Dow Chemical Joins Building Integrated Solar Panels Marketplace

Posted 3 years ago in the Solar Business category by Jeanne Roberts
It’s all over the news lately, and – even though not all that new – represents the next phase of solar development.

We’re talking about Dow Chemical Co., America’s premier chemical company, and its development of solar shingles, which will be mass-produced by next year and commercially available in quantities by 2011.

Dow suggests the market potential for these shingles is $5 billion, and the materials involved – copper indium gallium diselenide, or CIGS – are, while expensive, used so sparingly that cost is a small factor in their production, at least compared to traditional solar panels. In addition, the manufacturing process uses molded plastic, which makes them adaptable to a wide range of shapes and surfaces, where most panels are rigid.

These BIPVs, or building-integrated photovoltaics, generally combine solar photovoltaic (PV) elements like crystalline silicon with asphalt, fiber-cement, metal or even slate to create a roofing material that protects while it also provides electricity.
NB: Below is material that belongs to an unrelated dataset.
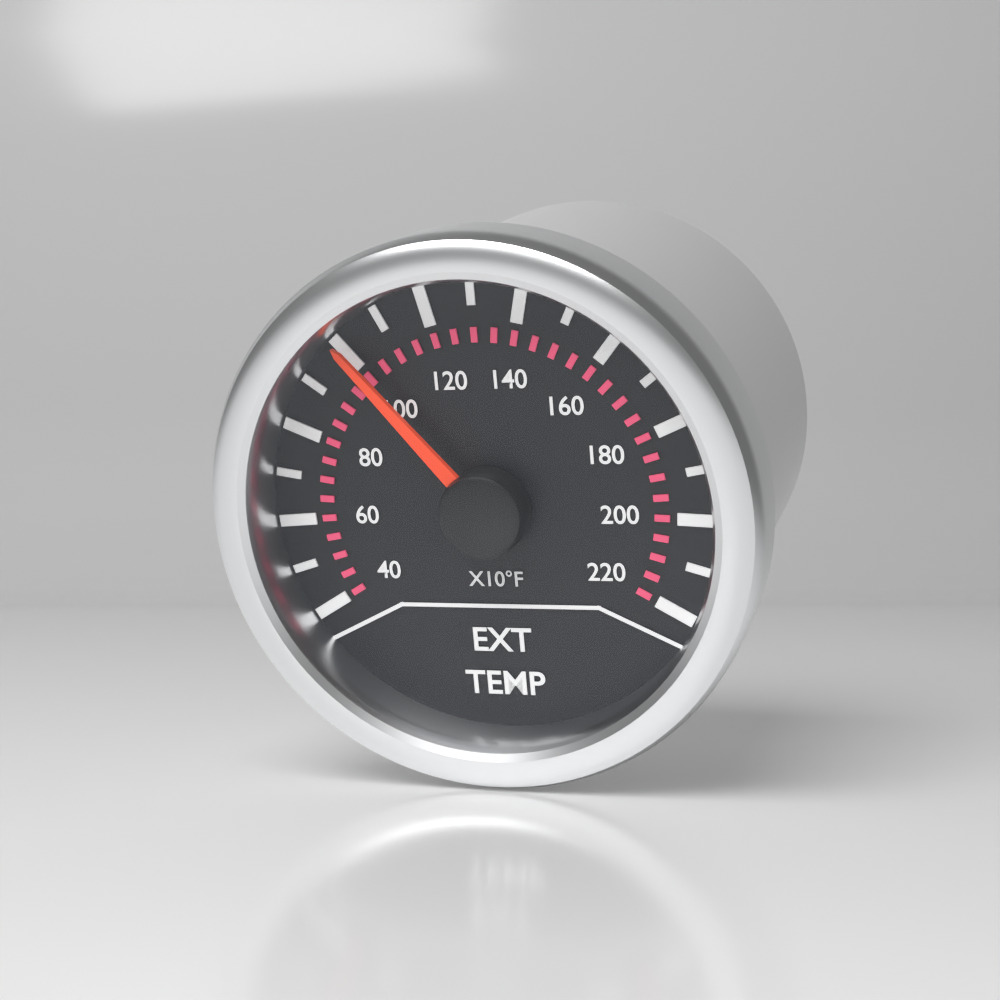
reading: 1000 °F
For example, Florida-based OkSolar offers what it calls SHR shingles, which – textured to blend with conventional asphalt shingles – offer rolled surfaces 12 inches wide by 86.5 inches long which can be nailed in place and which bond in place under the heat of the sun. Lead wires are passed through the roof and connected on the underside with an inverter to deliver electricity.

Michigan-based Uni-Solar also offers a solar shingle which won Popular Science’s “Best of What’s New” award and Discover Magazines “Technical Innovation Award”. And San Jose, California-based SunPower makes SunTiles, an all-black solar shingle design that integrates into both flat and clay-tile type roofs.
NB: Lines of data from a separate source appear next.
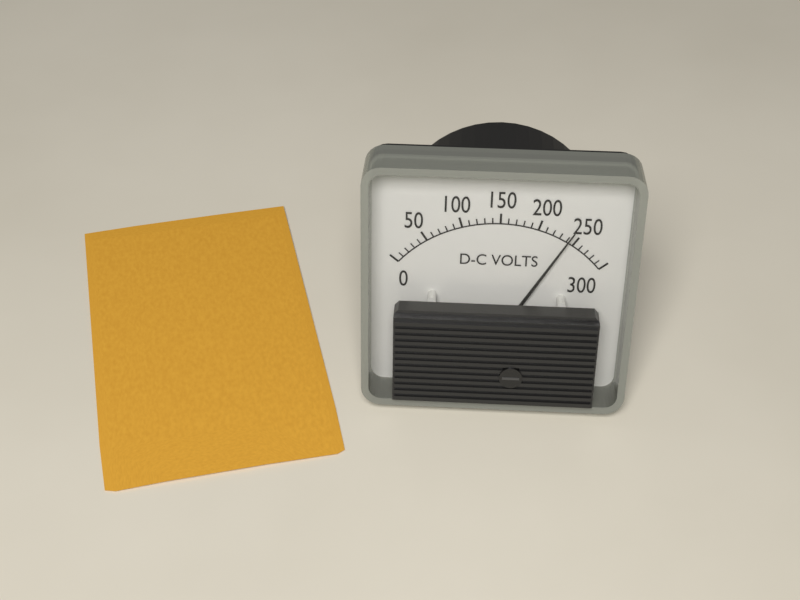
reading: 240 V
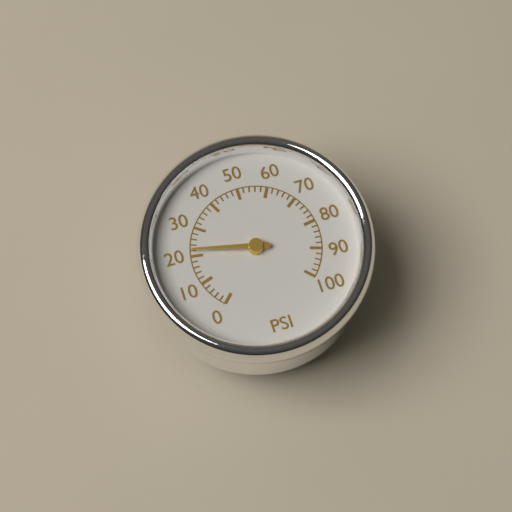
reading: 22 psi
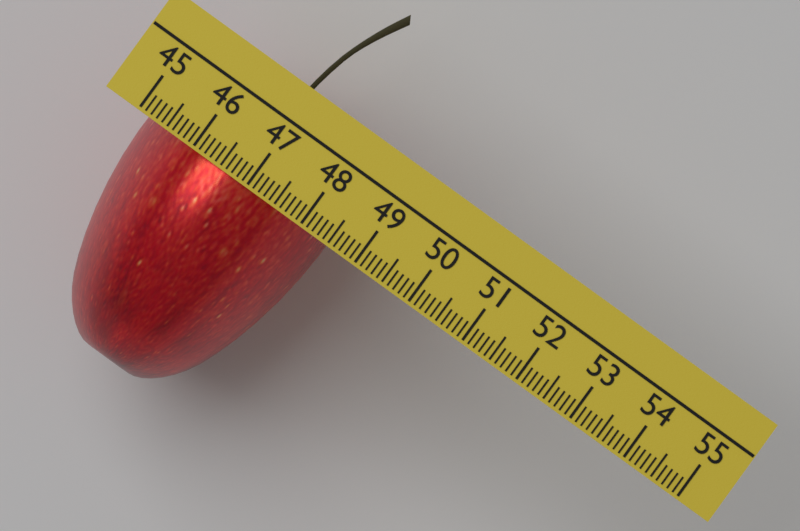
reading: 48.4 (no unit)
So why does Dow come in for so much press? Because it’s big, well financed, experienced, and can back its claims with a wealth of materials and technical expertise that will likely make the dream a reality very quickly. It also helps that Dow says its solar shingles are easily installed – 10 hours versus 20 to 30 hours for solar panels. This is important because installation costs represent about the half the expense of a roof-mounted solar array.

Dow also plans to keep the cost of its solar roof shingles lower (about 30 to 40 percent lower, in fact, than solar panels), and – though nothing has been said about connectivity features – one would suppose a company of Dow’s standing could find an inexpensive way to tie all the shingles together to produce electricity. Their efficiency rating (about 10 percent) is well below that of most polysilicon cells, but would also cost 10 to 15 percent less per watt.

The biggest plus, in an America increasingly divested of production facilities, is that the solar shingles will be made here in the United States, most of them at Dow’s Husky Quadloc Tandem injection press facility in Midland, Michigan, near where Dow has its corporate headquarters.

The 2010 rollout will take place at new housing developments planned by Pulte Homes, Inc. and Lennar Corp., both of whom will reportedly partner with the chemical giant to field-test the solar shingles. The U.S. Department of Energy is funding part of the process with a $20-million loan.